What we can -- and should -- learn from Baltimore

baltimore sandtown
A memorial for Freddie Gray in Baltimore's Sandtown neighborhood.

Freddie Gray's death in Baltimore police custody ignited a firestorm.

For some observers of the tragedy, it is viewed as an inevitable byproduct of years of disinvestment in an inner-city neighborhood. But the facts are quite different.

Starting in the early 1990s, government and private-sector players came together and invested more than $130 million in an effort to revitalize Freddie Gray's Sandtown community.

Despite those efforts, Sandtown's poverty rate today is more than double the national average; unemployment is almost four times higher; and rates of incarceration and arrest, child mortality and teen birth are depressingly high. We further dishonor the death of Freddie Gray if we don't make sure that the lessons learned from that investment inform local, state and federal policy and practice much more than they have to date.

Lesson: Stop investing more in fixing real estate than creating opportunity

A lot of money was spent on revitalizing real estate in the neighborhood, while the citywide systems that kept people poor and without hope continued to fail.

For example, we know that a person graduating college makes $1 million more in a lifetime than a person without a high school degree. Yet in Baltimore then, as in so many cities still today, we spend billions of dollars on public education that doesn't prepare those like Freddie Gray for success.

For real success, we need almost every actor in the system to admit that they are failing our kids and have been for generations. That's why I'm encouraged by the more than 60 cities in the StriveTogether network, where public, private and philanthropic leaders are publicly holding themselves accountable for real change, from cradle to career.

Related: Where poor kids stay poor

In Cincinnati, they just issued a public "report card" showing that they are getting better results across the board. They also have the courage to pull out data by race so they make sure that improvements are impacting those historically most left behind.

Lesson: We can't rely on superhero leaders to fix the problem

Transforming communities like Sandtown takes time. It requires a resilient and sustainable "civic infrastructure," including public, private, philanthropic and nonprofit leaders who distribute responsibility so their efforts can survive the inevitable turnover by mayors, superintendents, university presidents and others.

There is no better example of this dynamic than Detroit. With the government in disarray, local philanthropy and business leaders have shared the leadership for more than a decade, making investments that now position the city to take advantage of its fresh start.
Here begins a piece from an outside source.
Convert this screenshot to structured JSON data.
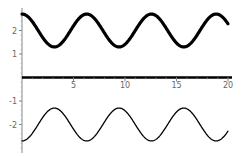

Lesson: Investment needs to be tied to the real economy

We never should have expected the Sandtown initiative to generate a needle-moving number of neighborhood-based new businesses and jobs. A single neighborhood is not the right economic unit to focus on. Even strong neighborhoods -- think of where most well-paid, suburban professionals ply their trades -- don't have enough economic activity to support sufficient jobs at sufficient wages for their residents. That's the role of the regional economy.

Efforts have to be driven by employer demand and focused on advancing workers into family-supporting careers.

Related: How to fix wealth inequality

Following a path pioneered in Cleveland and Detroit, there is an emerging effort in Baltimore by local economic drivers (largely hospitals and universities) to manage their hiring, procurement and even construction contracting decisions to benefit residents of neighborhoods like Sandtown.

Johns Hopkins Hospital, for example, has become a leader in hiring the previously incarcerated and creating an environment that supports their long-term success. Other cities, like Louisville, with the National Fund for Workforce Solutions, have figured out how to work with their major employers to ensure that they provide more employees with stepping stones to advance.

We do Baltimore and the country a disservice every time we ignore these lessons.

Ben Hecht is president and CEO of Living Cities, an organization that harnesses the resources and knowledge of its 22 member foundations and financial institutions. He worked in Sandtown while Senior Vice President of Enterprise Community Partners from 1996-2000.